A river that's fit for swimming
By Renée Loth
Boston Globe, Saturday, May 15, 2010
FICKLE MAY has been cool lately, but with the upcoming Memorial Day weekend marking the
unofficial start of summer Bostonians are starting to dream about lazy days by the shore and taking a
refreshing dip in . . . the Charles River?
Believe it: swimming is coming back to the waters indelibly marked as “dirty’’ by the Standell’s classic song.
The wide stretch of river below the Watertown Dam known as the Charles River Basin is already clean enough
for swimming on most days — so long as you don’t touch the bottom. And though river swimming is often safe,
it still isn’t legal.
Efforts to make the Charles swimmable date at least to the passage of the Clean Water Act of 1972. In the 1980s,
the Metropolitan District Commission installed six pumps designed to push oxygen into layers of decay on the
river bottom. In 1995, the Environmental Protection Agency began the Clean Charles River Initiative, aimed at
making the river swimmable and fishable by 2005.
The EPA’s efforts dovetailed nicely with the $4.5 billion court-ordered Boston Harbor cleanup, which intercepted
river pollution on its way to fouling the harbor. The newly created Massachusetts Water Resources Authority repaired
or replaced the combined sewer overflow pipes that were flushing untreated sewage into the Charles whenever it
rained. By 2005 the EPA’s annual report card for the Charles had improved from grade D to B-plus. What it means:
last year the water in the basin was clean enough for human contact 62 percent of the time, up from just 19 percent
in 1995.
Now a special legislative commission will start testing the water for bacterial counts and clarity at four potential
swimming sites: Magazine beach in Cambridge; the MIT sailing pavilion; near the Hatch Shell on the Esplanade; and
North Point park below the Museum of Science. Sentimentalists root for Magazine beach, where bathers frolicked
until the 1950s. But the river is cleaner farther downstream.
For centuries, Bostonians treated the Charles like a liquid landfill, tossing in all manner of debris from
factories, tanneries, and abattoirs. A 1656 ordinance allowed dumping “beast entrails and garbidg’’ into the river
without a fine. Mercury, lead, and arsenic competed with human waste for the most toxic ingredients in the soup that
could make a person feel sick.
I myself felt vaguely ill when I braved the waters of the Charles in 1983 for a story on cleanup efforts. Back then,
the MDC stated bluntly in its annual report that the Charles would never be swimmable below the Watertown dam, so I
took my dip at Forest Grove in Waltham. I wore old canvas sneakers to protect my feet from broken beer bottles
obscured beneath the tea-brown waters, but the swim wasn’t slimy or unpleasant.
The MDC (now folded into the Department of Conservation and Recreation) got it wrong because it couldn’t predict the
massive public investment that went into cleaning the harbor. Swimming in the Charles would be the redemption of
that investment — a legacy project for a new generation of environmental stewards.
Challenges remain. A hard rain still flushes pollutants into the river, as daily monitoring by the Charles River
Watershed Association attests. But now the biggest offender isn’t sewage, but storm water run-off. Phosphorous —
from fertilizers, detergents, and even car exhaust — contributes to blooms of cyanobacteria (blue-green algae),
which can cause rashes or other ill effects.
Then there’s the sediment — heavy metals and other sludge that settles in the basin, robbing fish and other living
things of oxygen. “There’s 150 years of industrial pain down there,’’ according to Kate Bowditch, a hydrologist at
the watershed association.
To make swimming practical, officials would need to engineer some sort of cap for the sediment, since dredging would
probably make things worse. Or a dock could be erected that lets swimmers enter into deep water. The Charles River
Conservancy publishes a booklet showing how Zurich, Basel, and other European cities have enlivened their
riverfronts with swimming pavilions. Boston would be the first American city to try it.
On July 11, with a special permit from DCR, the pioneering members of the Charles River Swim Club plan a mile-long race near the Hatch Shell. There’s still time to register. I wonder whatever happened to those old canvas sneakers.
Renée Loth’s column appears regularly in the Globe.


→ Exercise:
Only a number is wanted here. Tally the lines of the data that contain "JSON".

--------------------

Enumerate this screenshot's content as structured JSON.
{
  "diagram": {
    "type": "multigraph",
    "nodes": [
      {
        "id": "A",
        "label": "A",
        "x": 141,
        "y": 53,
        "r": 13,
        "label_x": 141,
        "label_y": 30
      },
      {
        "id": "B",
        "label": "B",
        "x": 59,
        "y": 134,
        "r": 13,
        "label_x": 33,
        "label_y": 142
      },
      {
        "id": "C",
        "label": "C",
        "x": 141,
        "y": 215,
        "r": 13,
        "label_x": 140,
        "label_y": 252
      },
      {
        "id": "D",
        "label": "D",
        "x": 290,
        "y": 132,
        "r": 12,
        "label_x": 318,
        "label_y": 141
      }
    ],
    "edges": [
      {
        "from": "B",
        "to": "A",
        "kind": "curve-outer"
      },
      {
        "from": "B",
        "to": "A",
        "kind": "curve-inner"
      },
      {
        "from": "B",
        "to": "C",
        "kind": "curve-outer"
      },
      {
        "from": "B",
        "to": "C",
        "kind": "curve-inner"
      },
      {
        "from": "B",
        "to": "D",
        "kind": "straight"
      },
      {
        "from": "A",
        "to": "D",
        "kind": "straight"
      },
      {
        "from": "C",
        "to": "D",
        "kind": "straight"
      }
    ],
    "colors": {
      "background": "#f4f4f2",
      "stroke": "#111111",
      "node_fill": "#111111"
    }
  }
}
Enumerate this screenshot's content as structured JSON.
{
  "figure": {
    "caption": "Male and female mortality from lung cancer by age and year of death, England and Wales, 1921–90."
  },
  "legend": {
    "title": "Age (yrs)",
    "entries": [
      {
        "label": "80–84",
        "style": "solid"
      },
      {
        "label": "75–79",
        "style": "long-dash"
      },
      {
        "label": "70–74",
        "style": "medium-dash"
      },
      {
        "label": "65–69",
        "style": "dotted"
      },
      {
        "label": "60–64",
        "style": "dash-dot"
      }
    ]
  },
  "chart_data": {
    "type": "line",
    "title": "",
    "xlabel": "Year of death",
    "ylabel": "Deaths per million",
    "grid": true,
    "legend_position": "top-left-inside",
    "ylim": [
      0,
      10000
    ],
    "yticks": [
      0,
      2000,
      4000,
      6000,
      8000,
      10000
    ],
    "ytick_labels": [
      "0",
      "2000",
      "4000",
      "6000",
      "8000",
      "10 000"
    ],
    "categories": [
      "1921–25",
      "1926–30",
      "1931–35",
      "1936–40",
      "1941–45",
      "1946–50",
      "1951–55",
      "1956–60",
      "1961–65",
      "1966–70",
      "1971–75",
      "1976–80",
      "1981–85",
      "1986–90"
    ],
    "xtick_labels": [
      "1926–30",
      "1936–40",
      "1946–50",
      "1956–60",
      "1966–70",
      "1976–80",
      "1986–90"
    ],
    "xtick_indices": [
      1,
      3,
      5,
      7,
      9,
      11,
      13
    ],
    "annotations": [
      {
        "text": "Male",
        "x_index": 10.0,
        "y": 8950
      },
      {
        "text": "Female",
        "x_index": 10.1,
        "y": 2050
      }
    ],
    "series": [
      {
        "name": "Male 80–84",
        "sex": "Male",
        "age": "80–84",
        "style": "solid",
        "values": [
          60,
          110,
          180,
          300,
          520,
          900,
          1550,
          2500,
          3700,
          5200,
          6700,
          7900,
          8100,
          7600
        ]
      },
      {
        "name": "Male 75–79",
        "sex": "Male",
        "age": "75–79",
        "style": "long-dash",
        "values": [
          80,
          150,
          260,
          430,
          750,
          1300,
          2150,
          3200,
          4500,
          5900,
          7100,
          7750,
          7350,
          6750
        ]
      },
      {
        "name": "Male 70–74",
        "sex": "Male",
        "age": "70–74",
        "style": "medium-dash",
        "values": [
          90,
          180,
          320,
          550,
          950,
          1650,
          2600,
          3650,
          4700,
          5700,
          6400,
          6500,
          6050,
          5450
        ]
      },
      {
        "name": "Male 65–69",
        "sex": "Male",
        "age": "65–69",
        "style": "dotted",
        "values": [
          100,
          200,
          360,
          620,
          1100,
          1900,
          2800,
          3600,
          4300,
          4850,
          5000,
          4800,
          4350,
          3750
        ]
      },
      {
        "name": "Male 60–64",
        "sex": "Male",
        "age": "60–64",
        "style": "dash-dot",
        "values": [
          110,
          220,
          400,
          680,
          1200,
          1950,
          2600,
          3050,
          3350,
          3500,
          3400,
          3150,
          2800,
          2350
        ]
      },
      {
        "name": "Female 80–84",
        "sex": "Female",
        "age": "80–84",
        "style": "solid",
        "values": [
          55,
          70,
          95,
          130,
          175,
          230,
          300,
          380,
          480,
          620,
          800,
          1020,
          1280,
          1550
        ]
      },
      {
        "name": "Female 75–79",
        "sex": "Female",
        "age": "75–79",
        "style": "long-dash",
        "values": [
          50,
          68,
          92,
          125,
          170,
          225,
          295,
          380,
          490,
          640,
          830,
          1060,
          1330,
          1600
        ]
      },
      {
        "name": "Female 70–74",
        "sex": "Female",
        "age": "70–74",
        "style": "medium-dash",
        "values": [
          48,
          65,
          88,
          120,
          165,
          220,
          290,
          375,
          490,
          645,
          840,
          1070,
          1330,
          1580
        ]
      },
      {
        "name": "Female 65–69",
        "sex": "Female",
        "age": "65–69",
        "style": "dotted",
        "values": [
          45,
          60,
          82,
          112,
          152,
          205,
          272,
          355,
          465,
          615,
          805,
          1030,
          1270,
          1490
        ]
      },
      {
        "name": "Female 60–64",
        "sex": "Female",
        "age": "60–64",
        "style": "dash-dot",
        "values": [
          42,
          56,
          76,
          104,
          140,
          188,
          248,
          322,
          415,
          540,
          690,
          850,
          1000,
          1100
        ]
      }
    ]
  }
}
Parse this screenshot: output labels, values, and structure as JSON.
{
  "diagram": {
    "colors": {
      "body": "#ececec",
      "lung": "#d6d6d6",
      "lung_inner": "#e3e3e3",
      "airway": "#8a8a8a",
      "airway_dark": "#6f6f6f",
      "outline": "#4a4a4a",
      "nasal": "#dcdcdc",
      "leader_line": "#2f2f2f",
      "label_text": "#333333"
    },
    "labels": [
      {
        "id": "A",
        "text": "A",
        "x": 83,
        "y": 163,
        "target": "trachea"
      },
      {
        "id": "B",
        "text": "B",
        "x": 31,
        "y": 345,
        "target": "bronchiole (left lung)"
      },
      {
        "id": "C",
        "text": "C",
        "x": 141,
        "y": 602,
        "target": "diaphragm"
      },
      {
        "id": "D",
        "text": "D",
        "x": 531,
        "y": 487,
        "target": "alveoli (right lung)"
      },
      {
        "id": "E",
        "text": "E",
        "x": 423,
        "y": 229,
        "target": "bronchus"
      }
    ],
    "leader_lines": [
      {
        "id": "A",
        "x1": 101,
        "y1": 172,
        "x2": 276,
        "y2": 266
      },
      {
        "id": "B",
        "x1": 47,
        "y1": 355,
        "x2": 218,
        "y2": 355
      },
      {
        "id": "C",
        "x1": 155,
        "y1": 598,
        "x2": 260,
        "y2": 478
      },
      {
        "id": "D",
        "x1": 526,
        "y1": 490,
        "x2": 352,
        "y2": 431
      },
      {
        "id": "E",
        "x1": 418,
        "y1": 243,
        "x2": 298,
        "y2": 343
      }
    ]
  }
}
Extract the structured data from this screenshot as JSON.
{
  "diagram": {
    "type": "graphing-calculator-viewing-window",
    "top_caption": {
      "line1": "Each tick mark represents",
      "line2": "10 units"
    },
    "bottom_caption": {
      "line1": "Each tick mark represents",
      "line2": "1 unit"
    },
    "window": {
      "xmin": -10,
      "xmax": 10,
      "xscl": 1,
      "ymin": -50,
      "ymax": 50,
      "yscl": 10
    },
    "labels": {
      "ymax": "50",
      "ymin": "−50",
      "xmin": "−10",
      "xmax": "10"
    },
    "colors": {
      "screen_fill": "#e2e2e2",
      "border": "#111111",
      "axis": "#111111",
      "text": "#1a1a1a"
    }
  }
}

--------------------

→ Your solution:
4